Paint Calculator Guide: How Many Gallons by Room Size

The painter walks in, looks at the room, and says "two gallons." How do they know? It is not magic - it is one number (350 sq ft per gallon) and one rule (always two coats). Here is how to estimate paint for any room size, plus the quick chart most painters keep in their head.

How many gallons of paint for a room?

The shortcut: one gallon covers about 175 sq ft with two coats on smooth drywall. That is 350 sq ft of single-coat coverage, applied twice. Most interior latex paint specs quote 350-400 sq ft per gallon per coat - same answer, different framing.

By room size, expect:

  • Small bedroom (10x10 ft, 8 ft ceilings): 1.5 gallons walls only, 2 gallons with ceiling
  • Standard bedroom (12x10): 2 gallons walls, 2.5 with ceiling
  • Large bedroom or guest room (14x12): 2.5 gallons walls, 3 with ceiling
  • Living room (18x14, 9 ft ceilings): 3-4 gallons
  • Open kitchen/living combo: 4-5 gallons
  • Whole 3-bedroom house interior (walls only): 8-12 gallons
  • Whole house including ceilings and trim: 12-18 gallons

These ranges assume two coats and standard 350 sq ft per gallon coverage. Bump the high end by 20-30% for textured walls, light-over-dark color changes, or fresh drywall that has not been primed.

For an exact number, use the paint calculator with your specific room dimensions and door/window count.

Why do I always need two coats?

One coat works only when you are refreshing the exact same color over a clean, primed, recently painted surface. Every other situation needs two coats:

  • Color change: the old color shows through one thin coat
  • Light over dark: needs 2-3 coats plus a tinted primer
  • Dark over light: 2 coats; very saturated colors may need 3
  • New drywall: primer + 2 finish coats - never paint raw drywall
  • Repainting in similar color: 2 coats give a uniform sheen and hide imperfections

If you are wondering what happens when you only do one coat: brush strokes show, the color reads slightly different across the wall, and the paint film is thin enough that it can be damaged by cleaning. Two coats is the standard for a reason.

How do doors and windows change the calculation?

Subtract them from the wall area. A standard interior door is 3 ft x 7 ft = 21 sq ft. An average residential window is 3 ft x 5 ft = 15 sq ft. In a 12x10 bedroom with one door and two windows, that is 21 + 30 = 51 sq ft removed from the wall area - meaningful enough to drop you from 2.5 gallons to 2 gallons.

Bathrooms and kitchens have proportionally more openings (vanities, mirrors, cabinets, appliances) and small wall areas, so they often only need 1-2 quarts rather than full gallons. Buy quarts for accent walls and small bathrooms - you save 30-40% vs gallons.

Should I include the ceiling in my calculation?

If you are painting it, yes - and remember most ceilings are flat white in a different paint type (ceiling paint is thicker and flatter than wall paint to hide flaws and avoid drips).

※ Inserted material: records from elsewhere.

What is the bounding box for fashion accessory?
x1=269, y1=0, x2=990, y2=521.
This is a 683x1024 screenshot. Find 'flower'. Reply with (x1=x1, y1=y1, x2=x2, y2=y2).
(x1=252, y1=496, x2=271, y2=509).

A 12x10 ceiling is 120 sq ft, which adds about 0.7 gallons in two coats of ceiling paint. Most rooms need 1 gallon of ceiling paint regardless of size because the minimum purchase is 1 gallon.

Trim is usually painted with a different finish too (semi-gloss or satin instead of flat or eggshell). One quart of trim paint typically covers the door, window casings and baseboards of an entire bedroom.

How much primer do I need?

Use primer separately when painting raw drywall, going light over dark, or covering stains. Modern "paint and primer in one" products work for refreshing existing paint in similar colors - but they do not replace dedicated primer for new construction.

Primer coverage is similar to paint - about 200-300 sq ft per gallon (slightly less than finish paint because of higher solids). For a whole 3-bedroom house with new drywall, plan on 4-6 gallons of primer plus the 12-18 gallons of finish paint.

What if the walls are textured?

Textured walls (popcorn ceilings, orange peel, knockdown) absorb 20-40% more paint because the textured surface has more area than its measurement suggests. For these, bump your calculation up by 25%. A room that calls for 2 gallons in the calculator may need 2.5 gallons in practice on textured walls. Buy the extra paint up front - matching the exact color from the same dye lot later is impossible.

For other interior projects like wallpaper, the wallpaper calculator handles pattern repeat and waste in a similar way - useful when an accent wall makes more sense than another can of paint.